Watson Glaser A: Inference
Part of the 40-question Watson Glaser III · Within the 30-minute overall limit (~45 seconds per question)
What it tests. Inductive reasoning and probabilistic analysis from nuanced verbal clues, without overextending the data.
Worked example. If a passage discusses inflation in a fictional country, you cannot use real economics to upgrade a statement from Probably True to True unless the text guarantees it.
Common traps. The 'Probably True' versus 'True' distinction, and bringing outside commercial knowledge into the text.
How to handle it. Treat the text as the entire universe. True only if it is impossible to be false; if you need more than one logical leap, the answer is almost certainly Insufficient Data.
Watson Glaser B: Recognition of Assumptions
Part of the 40-question Watson Glaser III · Within the 30-minute overall limit
What it tests. Deconstructive logic - identifying unstated pillars an argument depends on, as when picking apart an opponent's statement of case.
Worked example. If the argument stands perfectly well without the proposed premise being true, the assumption has not been made.
Common traps. Confusing an assumption with a logical consequence or a sensible-sounding conclusion.
How to handle it. Use the negative-reversal technique: negate the assumption and reinsert it. If the argument collapses, the assumption is Made; if it still functions, it is Not Made.
Watson Glaser C: Deduction
Part of the 40-question Watson Glaser III · Within the 30-minute overall limit
What it tests. Deductive and syllogistic reasoning - whether a conclusion must inevitably follow from the premises.
Worked example. If the premises state all corporate lawyers are Olympic swimmers and no Olympic swimmers can read music, then 'no corporate lawyers can read music' Follows, however absurd in reality.
Common traps. Letting real-world truth override formal validity; conflating 'some' with 'all'.
How to handle it. Map relationships with Venn diagrams or symbolic logic. Watch absolute words (all, none, never, always) versus qualifiers (some, many, often). A premise about 'some' never supports a conclusion about 'all'.
Watson Glaser D: Interpretation
Part of the 40-question Watson Glaser III · Within the 30-minute overall limit
What it tests. Evidence synthesis and threshold evaluation - whether a point is proven on a closed set of evidence.
Worked example. Read the passage like a restrictive covenant: if you can imagine a realistic scenario where the text is accurate but the interpretation is still wrong, it does not follow.
Common traps. Accepting interpretations that are merely highly plausible while leaving equally reasonable alternatives unaddressed.
How to handle it. Do not fill narrative gaps with your own imagination; demand a necessary, uncontradicted explanation.
Watson Glaser E: Evaluation of Arguments
Part of the 40-question Watson Glaser III · Within the 30-minute overall limit
What it tests. Argument validation - an argument is Strong only if both highly relevant and genuinely important to the question.

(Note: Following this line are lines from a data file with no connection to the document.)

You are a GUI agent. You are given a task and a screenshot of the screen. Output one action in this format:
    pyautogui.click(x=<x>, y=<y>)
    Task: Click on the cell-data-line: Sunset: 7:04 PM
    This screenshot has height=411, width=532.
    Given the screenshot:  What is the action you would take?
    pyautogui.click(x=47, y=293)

Worked example. An emotionally compelling statement irrelevant to the precise question is Weak, however much you agree with it.

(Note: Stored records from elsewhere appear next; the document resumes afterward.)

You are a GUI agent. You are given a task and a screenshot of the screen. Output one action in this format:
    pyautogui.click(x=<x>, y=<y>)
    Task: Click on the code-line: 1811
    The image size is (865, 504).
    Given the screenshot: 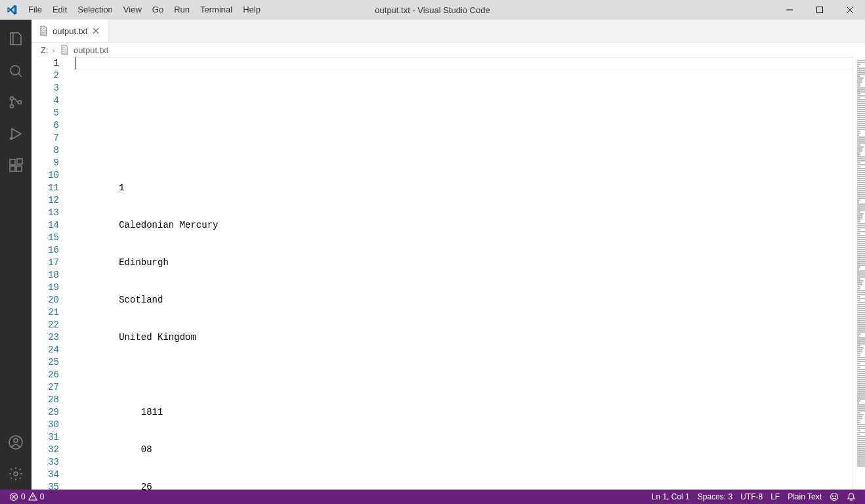 What is the action you would take?
    pyautogui.click(x=463, y=412)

Common traps. Letting personal, political or moral beliefs colour the judgement.
How to handle it. Strip away rhetoric. Check direct relevance first, then importance. Speculation or unproven cause-and-effect is always Weak.

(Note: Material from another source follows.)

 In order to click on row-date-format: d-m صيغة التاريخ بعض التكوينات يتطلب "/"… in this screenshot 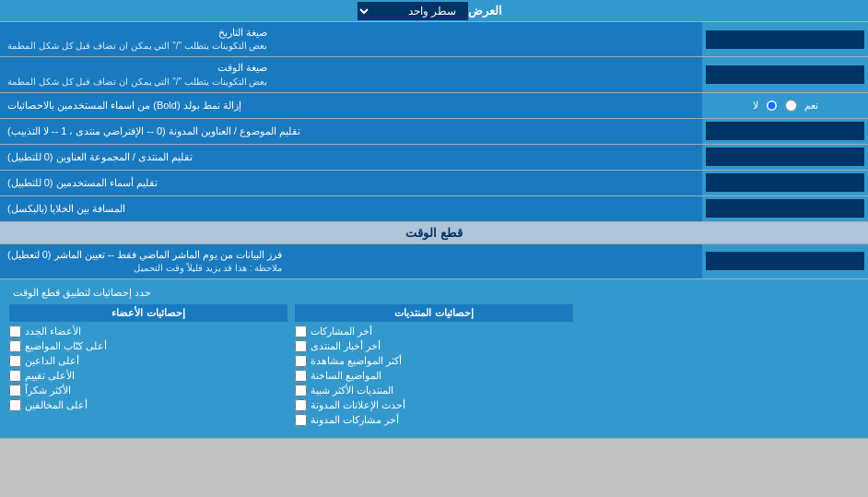, I will do `click(434, 40)`.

Immersive job simulation / SJT
Scenario-based · Generally untimed, though time taken may be recorded
What it tests. Professional judgement, prioritisation, ethical integrity and alignment with HL's values (ambition, collaboration, precision, client-centricity).
Worked example. Faced with conflicting deadlines from two partners, the optimal path is transparent communication and structured prioritisation - assess true commercial deadlines and speak to both supervisors.
Common traps. The 'hero' option (solving everything alone), the passive option (pushing the problem back without legwork), or hiding an error out of fear.
How to handle it. Never hide mistakes; escalate immediately, but arrive with one or two realistic solutions. Favour collaboration and risk awareness.
Proofreading and meticulousness
Detail-based · Generally untimed within the overall window
What it tests. Attention to detail and precision - the day-to-day reality of a first-seat trainee.
Worked example. A clause referencing a 'Section 14.2' that does not exist, or 'the Buyer' inconsistently written as 'the buyer'.
Common traps. Reading what you expect to see; missing subtle punctuation and inconsistent capitalisation of defined terms.
How to handle it. Slow your reading, anchor with the cursor line by line, and cross-check every number, date and percentage against the source.